Island states plot safe course to Samoa

GENEVA, 26 August 2013 - Small Island Developing States will this week seek to plot a course to a safer and more resilient future as part of their preparations for a major conference next year.

The Inter-regional preparatory meeting for the Third International Conference on Small Island Developing States (SIDS), which opens today in Bridgetown, Barbados, brings together nations from the three SIDS regions – Caribbean, Pacific and the Atlantic, Indian Ocean, Mediterranean South China Seas (AIMS) – to forge the way forward.

Samoa, which will host the Third International Conference in September 2014, is relishing the opportunity to showcase to the rest of the world its extensive experience in community resilience.

The head of the UN Office for Disaster Risk Reduction (UNISDR), Ms Margareta Wahlström, who last month held a series of meetings with national and community leaders in Samoa, said the 2009 tsunami and the recent devastation of Tropical Cyclone Evan in December 2012 had increased efforts towards disaster and climate resilient development in the Pacific nation.

“I have been particularly impressed by the system in Samoa; it knows the importance of communities being in the lead of initiatives that will make them more resilient to disasters,” Ms Wahlström said.

“Effective disaster risk management has to be inclusive, coordinated and focused and again it is encouraging to see the private sector being so active in Samoa with the Chamber of Commerce engaged with the National Disaster Advisory Council.”

As Samoa and many Pacific countries develop their economies, Ms Wahlström emphasized the importance of disaster risk-sensitive planning in terms of expanding and strengthening infrastructure, improving public health systems and seeking to meet the aspirations of the younger generation.

The recently-released 2013 UN Global Assessment Report on Disaster Risk Reduction highlighted the opportunities for SIDS: ‘’Because of a combination of high risks and low resilience, these are countries where investments in disaster risk reduction and climate change adaptation are likely to reap the greatest benefits.’’

The Report, which is entitled ‘‘From Shared Risk to Shared Value: The Business Case for Disaster Risk Reduction’’, says that the world’s SIDS collectively contribute less than 1 per cent of total carbon dioxide emissions.

‘’However, climate change is likely to disproportionately increase their disaster risk, due to sea level rise and associated flood and storm surge hazard, increasing cyclonic wind intensity, erosion, saltwater intrusion into coastal aquifers and worsening water scarcity and drought,’’ the Report says.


— What the task asks —
Take the entries below and write them out exactly, with each picture removed.

== Data ==

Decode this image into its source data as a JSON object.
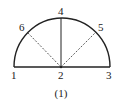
{
  "diagram": {
    "type": "semicircle-division",
    "caption": "(1)",
    "stroke_color": "#222222",
    "points": [
      {
        "id": "1",
        "label": "1",
        "x": 14,
        "y": 67,
        "label_x": 11,
        "label_y": 79
      },
      {
        "id": "2",
        "label": "2",
        "x": 61,
        "y": 67,
        "label_x": 58,
        "label_y": 79
      },
      {
        "id": "3",
        "label": "3",
        "x": 110,
        "y": 67,
        "label_x": 106,
        "label_y": 79
      },
      {
        "id": "4",
        "label": "4",
        "x": 61,
        "y": 18,
        "label_x": 58,
        "label_y": 15
      },
      {
        "id": "5",
        "label": "5",
        "x": 96,
        "y": 32,
        "label_x": 98,
        "label_y": 31
      },
      {
        "id": "6",
        "label": "6",
        "x": 27,
        "y": 32,
        "label_x": 19,
        "label_y": 31
      }
    ],
    "edges": [
      {
        "from": "1",
        "to": "3",
        "style": "solid",
        "kind": "diameter"
      },
      {
        "from": "2",
        "to": "4",
        "style": "solid",
        "kind": "radius"
      },
      {
        "from": "2",
        "to": "5",
        "style": "dashed",
        "kind": "radius"
      },
      {
        "from": "2",
        "to": "6",
        "style": "dashed",
        "kind": "radius"
      },
      {
        "from": "1",
        "to": "3",
        "style": "solid",
        "kind": "arc",
        "via": "4"
      }
    ]
  }
}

===

— Your solution —
Decode this image into its source data as a JSON object.
{
  "diagram": {
    "type": "semicircle-division",
    "caption": "(1)",
    "stroke_color": "#222222",
    "points": [
      {
        "id": "1",
        "label": "1",
        "x": 14,
        "y": 67,
        "label_x": 11,
        "label_y": 79
      },
      {
        "id": "2",
        "label": "2",
        "x": 61,
        "y": 67,
        "label_x": 58,
        "label_y": 79
      },
      {
        "id": "3",
        "label": "3",
        "x": 110,
        "y": 67,
        "label_x": 106,
        "label_y": 79
      },
      {
        "id": "4",
        "label": "4",
        "x": 61,
        "y": 18,
        "label_x": 58,
        "label_y": 15
      },
      {
        "id": "5",
        "label": "5",
        "x": 96,
        "y": 32,
        "label_x": 98,
        "label_y": 31
      },
      {
        "id": "6",
        "label": "6",
        "x": 27,
        "y": 32,
        "label_x": 19,
        "label_y": 31
      }
    ],
    "edges": [
      {
        "from": "1",
        "to": "3",
        "style": "solid",
        "kind": "diameter"
      },
      {
        "from": "2",
        "to": "4",
        "style": "solid",
        "kind": "radius"
      },
      {
        "from": "2",
        "to": "5",
        "style": "dashed",
        "kind": "radius"
      },
      {
        "from": "2",
        "to": "6",
        "style": "dashed",
        "kind": "radius"
      },
      {
        "from": "1",
        "to": "3",
        "style": "solid",
        "kind": "arc",
        "via": "4"
      }
    ]
  }
}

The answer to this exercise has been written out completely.